The distinctive, stable arrangement of institutions that are formed to help communities interact and live together could easily exert pressure to fit in, wanting to do and have the same, if not better. In the modern-day, a 10-year-old boy typically is more interested in the latest gaming equipment. At the same time, others like ball games and are also glued to the new digital media. Similarly, in the 1970s, being cool was having a blue BMX bicycle. Visuals were everything. Owning a coloured TV and a VCR tape player meant a different status quo. A young boy found himself in a social structure that, by default, condemned him to a spectator rather than a participant at the table. At 14 years of age, this young man started an aspirational journey determined to leave out his dream of becoming an accomplished, independent, and passionate entrepreneur.
Business is about people, “don’t go alone”, a note from EAMDA Managing Partner, Fred Ogana. You need others to push your passion, bring your vision into fusion, empower others and leave something behind.
The business of doing business is a self-taught class that, sadly, most young people hungry for it have to journey through this exploratory phase of their lives with little or no guidance. At 22 years of age, this young man was in South Africa following his passion for business armed with his beautiful traditionally woven baskets and Kenyan artefacts, having a go at an international market but soon learnt that was not the right venture, at least not for that market. With his lessons at hand, he then ventured out a few years later, this time in flower exports, to the Czech Republic while also importing non-pharmaceutical goods for local markets, and thought, finally, his dreams had come to full fusion, he had finally cracked the formula to business success.
1997 was going to be a year of change for most Kenyans, a political change was looming. Political polls showed that the then-president was under stiff competition from his former vice president. Sadly, the anticipated change took a drastic turn of turmoil and distraction, neighbors turned to foes, tribesmen fought against other tribesmen, and marked one of the many violent election periods in Kenya. The political instability destabilized the country’s business environment. The economy was brought to its knees, with economists like Micah Cheserem, then Central Bank Governor, lamenting the political chaos and the adverse repercussions to the economy. Our young entrepreneur was not exempt. His export and import business crashed. Business success does not end with having supplies and a ready market, external factors must also be put into consideration.
“I need to go back to my dream.” 15 years later, in 2013, the 14-year-old boy, still burning with ambition to return to running his own business, is now a mature man biting the bullet and taking risks to reach a far-fetched goal of leaving something behind. EAMDA was founded 10 years ago as an organization that seeks answers to systemic business failures afflicting enterprises in developing countries, working with stakeholders in both the public and private sectors and development agencies.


◆ **Try it**
If a line of the data below contains the string "Annual", copy it into your answer.

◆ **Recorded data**
┄┄┄┄┄┄

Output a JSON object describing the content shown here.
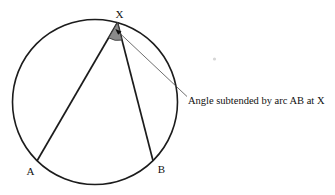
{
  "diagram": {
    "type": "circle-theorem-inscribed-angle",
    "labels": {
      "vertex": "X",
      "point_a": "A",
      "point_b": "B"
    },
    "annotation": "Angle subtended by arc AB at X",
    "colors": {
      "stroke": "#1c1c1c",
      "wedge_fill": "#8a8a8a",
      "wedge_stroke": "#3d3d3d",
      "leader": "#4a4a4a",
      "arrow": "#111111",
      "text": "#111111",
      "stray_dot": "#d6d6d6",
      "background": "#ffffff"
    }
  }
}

┄┄┄┄┄┄

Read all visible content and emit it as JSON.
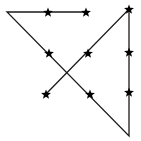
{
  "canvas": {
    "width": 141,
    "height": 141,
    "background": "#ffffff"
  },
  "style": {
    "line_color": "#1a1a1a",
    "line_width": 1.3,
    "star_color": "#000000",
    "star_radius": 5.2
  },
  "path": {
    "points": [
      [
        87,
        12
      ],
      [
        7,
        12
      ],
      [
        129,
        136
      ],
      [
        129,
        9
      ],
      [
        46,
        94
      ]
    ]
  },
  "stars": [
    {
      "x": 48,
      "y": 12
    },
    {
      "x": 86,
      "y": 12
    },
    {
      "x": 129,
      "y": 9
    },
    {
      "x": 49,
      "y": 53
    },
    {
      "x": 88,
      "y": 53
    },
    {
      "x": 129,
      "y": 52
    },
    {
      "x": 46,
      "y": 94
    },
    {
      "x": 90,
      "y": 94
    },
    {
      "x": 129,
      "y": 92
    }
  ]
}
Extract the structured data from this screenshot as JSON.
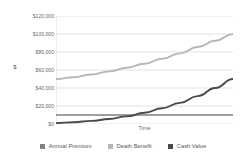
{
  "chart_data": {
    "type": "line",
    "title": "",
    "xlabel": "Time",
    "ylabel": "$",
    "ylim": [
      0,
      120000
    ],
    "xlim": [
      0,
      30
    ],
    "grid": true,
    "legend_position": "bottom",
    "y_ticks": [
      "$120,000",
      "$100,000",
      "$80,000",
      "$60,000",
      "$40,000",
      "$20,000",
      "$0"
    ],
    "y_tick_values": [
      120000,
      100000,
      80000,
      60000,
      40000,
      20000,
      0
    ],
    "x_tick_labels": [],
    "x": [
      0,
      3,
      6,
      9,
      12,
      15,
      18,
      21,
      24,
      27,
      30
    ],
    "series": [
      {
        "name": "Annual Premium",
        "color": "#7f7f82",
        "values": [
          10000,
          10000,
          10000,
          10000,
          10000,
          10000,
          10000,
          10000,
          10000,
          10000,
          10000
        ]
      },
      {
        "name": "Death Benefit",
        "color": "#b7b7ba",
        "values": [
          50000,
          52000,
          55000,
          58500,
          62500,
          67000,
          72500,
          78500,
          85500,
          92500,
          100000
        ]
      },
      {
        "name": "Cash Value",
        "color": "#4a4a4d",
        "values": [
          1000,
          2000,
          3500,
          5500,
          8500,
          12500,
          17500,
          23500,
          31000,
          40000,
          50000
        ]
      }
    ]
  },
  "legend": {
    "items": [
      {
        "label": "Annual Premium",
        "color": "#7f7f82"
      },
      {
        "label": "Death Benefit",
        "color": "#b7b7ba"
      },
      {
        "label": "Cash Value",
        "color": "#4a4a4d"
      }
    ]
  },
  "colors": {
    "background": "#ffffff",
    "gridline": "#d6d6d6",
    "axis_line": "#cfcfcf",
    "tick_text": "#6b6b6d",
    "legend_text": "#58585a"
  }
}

┄┄┄┄┄┄

◆ **Your solution**
        "name": "Annual Premium",
        "label": "Annual Premium",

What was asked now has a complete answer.